The Spell of Egypt eBook

This eBook from the Gutenberg Project consists of approximately 129 pages of information about The Spell of Egypt.

The Spell of Egypt eBook

This eBook from the Gutenberg Project consists of approximately 129 pages of information about The Spell of Egypt.

Like a cloud, a great golden cloud, a glory impending that will not, cannot, be dissolved into the ether, he loomed over the Egypt that is dead, he looms over the Egypt of to-day.  Everywhere you meet his traces, everywhere you hear his name.  You say to a tall young Egyptian:  “How big you are growing, Hassan!”

He answers, “Come back next year, my gentleman, and I shall be like Rameses the Great.”

Or you ask of the boatman who rows you, “How can you pull all day against the current of the Nile?” And he smiles, and lifting his brown arm, he says to you:  “Look!  I am strong as Rameses the great.”

This familiar fame comes down through some twenty years.  Carved upon limestone and granite, now it seems engraven also on every Egyptian heart that beats not only with the movement of shadoof, or is not buried in the black soil fertilized by Hapi.  Thus can inordinate vanity prolong the true triumph of genius, and impress its own view of itself upon the minds of millions.  This Rameses is believed to be the Pharaoh who oppressed the children of Israel.

As I sat in the Ramesseum that morning, I recalled his face—­the face of an artist and a dreamer rather than that of a warrior and oppressor; Asiatic, handsome, not insensitive, not cruel, but subtle, aristocratic, and refined.  I could imagine it bending above the little serpents of the sistrum as they lifted their melodious voices to bid Typhon depart, or watching the dancing women’s rhythmic movements, or smiling half kindly, half with irony, upon the lovelorn maiden who made her plaint: 

     “What is sweet to the mouth, to me is as the gall of birds;
     Thy breath alone can comfort my heart.”

And I could imagine it looking profoundly grave, not sad, among the columns with their opening lotus flowers.  For it is the hall of lotus columns that Ibrahim calls the thinking-place of the king.

There is something both lovely and touching to me in the lotus columns of Egypt, in the tall masses of stone opening out into flowers near the sun.  Near the sun!  Yes; only that obvious falsehood will convey to those who have not seen them the effect of some of the hypostyle halls, the columns of which seem literally soaring to the sky.  And flowers of stone, you will say, rudely carved and rugged!  That does not matter.  There was poetry in the minds that conceived them, in the thought that directed the hands which shaped them and placed them where they are.  In Egypt perpetually one feels how the ancient Egyptians loved the Nymphaea lotus, which is the white lotus, and the Nymphaea coeruloea, the lotus that is blue.  Did they not place Horus in its cup, and upon the head of Nefer-Tum, the nature god, who represented in their mythology the heat of the rising sun, and who seems to have been credited with power to grant life in the world to come, set it as a sort of regal ornament?  To Seti I., when he returned in glory from his triumphs over the Syrians,

Copyrights
Project Gutenberg
The Spell of Egypt from Project Gutenberg. Public domain.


■ Exercise instructions
Could the data below be copied exactly, minus the pictures?

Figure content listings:
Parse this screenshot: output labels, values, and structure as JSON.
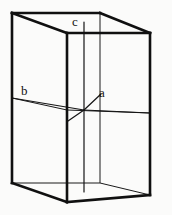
{
  "figure": {
    "name": "crystal-unit-cell",
    "background_color": "#fbfbfa",
    "line_color": "#101010",
    "width": 172,
    "height": 215
  },
  "labels": {
    "a": "a",
    "b": "b",
    "c": "c"
  },
  "geometry": {
    "outer_box": {
      "top_left": [
        12,
        13
      ],
      "top_right": [
        150,
        33
      ],
      "bottom_left": [
        12,
        183
      ],
      "bottom_right": [
        150,
        195
      ],
      "front_top": [
        67,
        33
      ],
      "front_bottom": [
        67,
        202
      ],
      "back_top": [
        100,
        13
      ],
      "back_bottom": [
        100,
        183
      ]
    },
    "axes": {
      "origin": [
        84,
        110
      ],
      "a_end": [
        99,
        95
      ],
      "b_end": [
        12,
        98
      ],
      "c_top": [
        84,
        22
      ],
      "c_bottom": [
        84,
        192
      ],
      "a_far": [
        150,
        113
      ],
      "b_far": [
        68,
        121
      ]
    }
  }
}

■ Result of the exercise
Parse this screenshot: output labels, values, and structure as JSON.
{
  "figure": {
    "name": "crystal-unit-cell",
    "background_color": "#fbfbfa",
    "line_color": "#101010",
    "width": 172,
    "height": 215
  },
  "labels": {
    "a": "a",
    "b": "b",
    "c": "c"
  },
  "geometry": {
    "outer_box": {
      "top_left": [
        12,
        13
      ],
      "top_right": [
        150,
        33
      ],
      "bottom_left": [
        12,
        183
      ],
      "bottom_right": [
        150,
        195
      ],
      "front_top": [
        67,
        33
      ],
      "front_bottom": [
        67,
        202
      ],
      "back_top": [
        100,
        13
      ],
      "back_bottom": [
        100,
        183
      ]
    },
    "axes": {
      "origin": [
        84,
        110
      ],
      "a_end": [
        99,
        95
      ],
      "b_end": [
        12,
        98
      ],
      "c_top": [
        84,
        22
      ],
      "c_bottom": [
        84,
        192
      ],
      "a_far": [
        150,
        113
      ],
      "b_far": [
        68,
        121
      ]
    }
  }
}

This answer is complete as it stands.